Even programs with infinite descriptions are only countably infinite, but the reals are uncountable.

This construction by Cauchy sequences looks innocent, but it's the diagonalization argument in disguise. (Start with all the rationals, make sequences out of them, make one that picks one from all, sort them into equivalence classes, and try to map them back to the rationals, notice that you will end up with more equivalence classes.)

The trick is basically that between every rational you can fit an infinite number of irrationals (using the rationals via these sequences). And exactly in this way these are "programs" -- like diagonalization itself. The fact that we can't give programs for most of them is because they are non-computable. (And it's the definition, the indirect proof is above via the cardinalities.)

[but it's dangerously late here, so double check my ramblings ... https://math.stackexchange.com/a/1488502 ]


Wait, the number of programs is countable? Are we saying that programs must be of finite length? (because if not a diagonal approach would prove them to be uncountable)


“Countable” as used in mathematics does not necessarily imply finite. The integers are “countably infinite”, and so is anything you can put in a 1:1 correspondence with integers.


But as I said, if programs are of infinite length, then a diagonalization argument proves the computable numbers not to be countable I think.


Ah yes, of course you're right. I think it does make sense to assume the programs are finite, I don't think numbers described by an infinite program should be considered computable.


Yup! Programs are assumed to have finite length, in the sense that the program must have a finite description. Of course, it may use recursion or include a loop that runs forever, for example.


> In what way do they exist?

In a way that makes the real number line continuous. Those numbers have to be there if we want the set to have properties useful for practical applications like algebra.


As far as I understand, if you look at a number between 0 and 1 with a truly random infinite decimal expansion:

    0.22134967842153005356...
then there is absolutely no pattern in the digits, so a program that wants to compute it can do no better than storing all the digits. But then the program would have infinite size.


Not all non computable numbers are undescribable. Chaitin's constant[1] is non-computable but can be described.

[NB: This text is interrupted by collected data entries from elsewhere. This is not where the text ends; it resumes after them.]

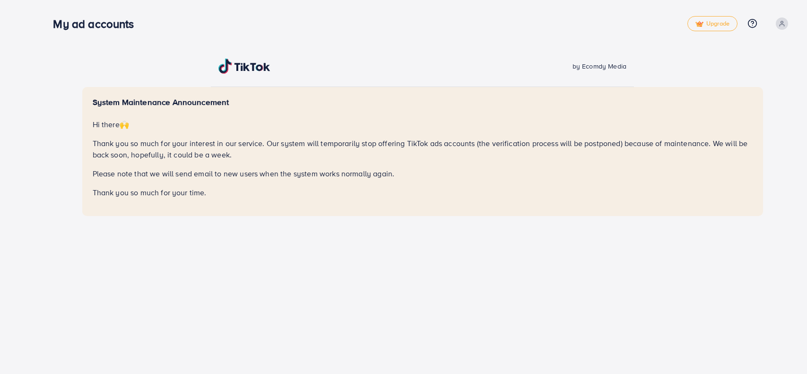  I want to click on p: Please note that we will send email to new users when the system works normally again., so click(423, 173).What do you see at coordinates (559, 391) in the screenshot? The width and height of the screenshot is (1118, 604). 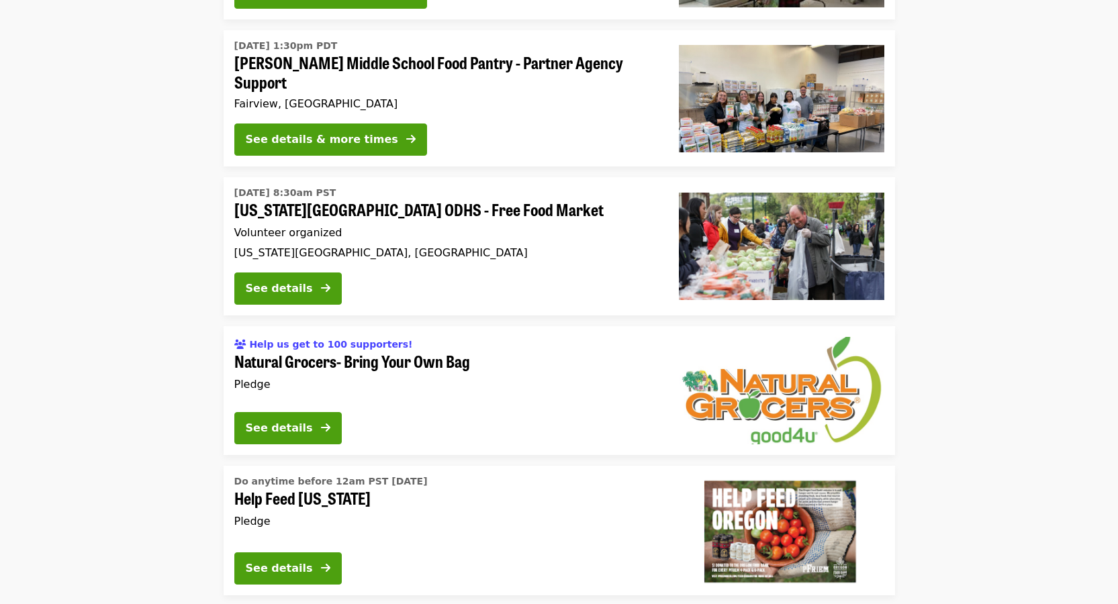 I see `a: See details for "Natural Grocers- Bring Your Own Bag"` at bounding box center [559, 391].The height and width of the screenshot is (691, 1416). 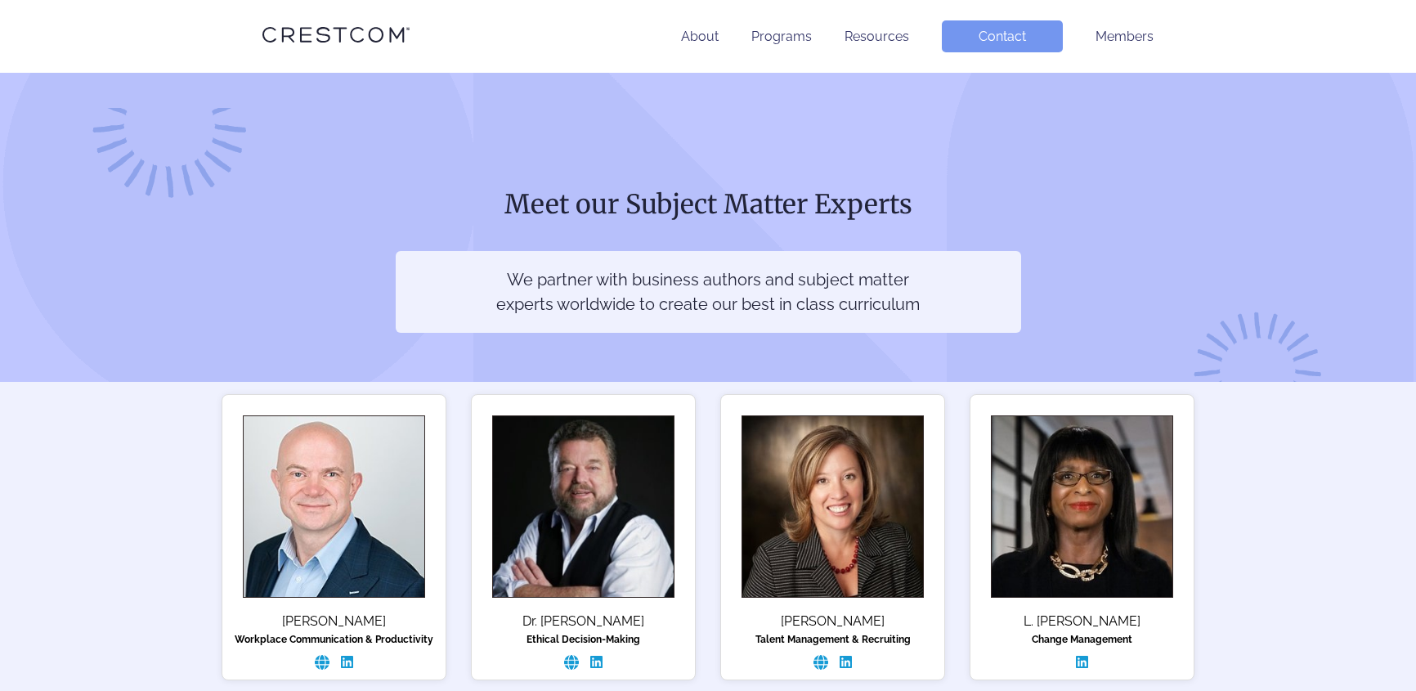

[1] https://en.m.wikipedia.org/wiki/Chaitin%27s_constant


I can write a program that will visit every number between 0 and 1, but it will take infinitely long to run and use infinite memory.


But such a program can't visit every real number in the interval, because there are uncountably many, but the program will only run for countably infinitely many steps.


You're right, I actually hadn't grasped this, I realised later on but it was too late to edit my comment. And to be honest I still don't completely get it.


Since you can count the cycles your computer takes, then at any point in time it's outputting a countable digit on a list of numbers that is also countable. Accelerating it to infinity lets you finish both of those tasks, but it doesn't break you into another realm.

If you get a nondeterministic computer, where every digit it splits into 10 identical computers that each picked one of the 10 options, then when you run that for countably infinite cycles you'll find that you have uncountably infinite computers and you have finally calculated every real number.

The cardinality of the real numbers is 2 to the power of the countable numbers.


You can't point to one of them, but you can point to infinite sets of them.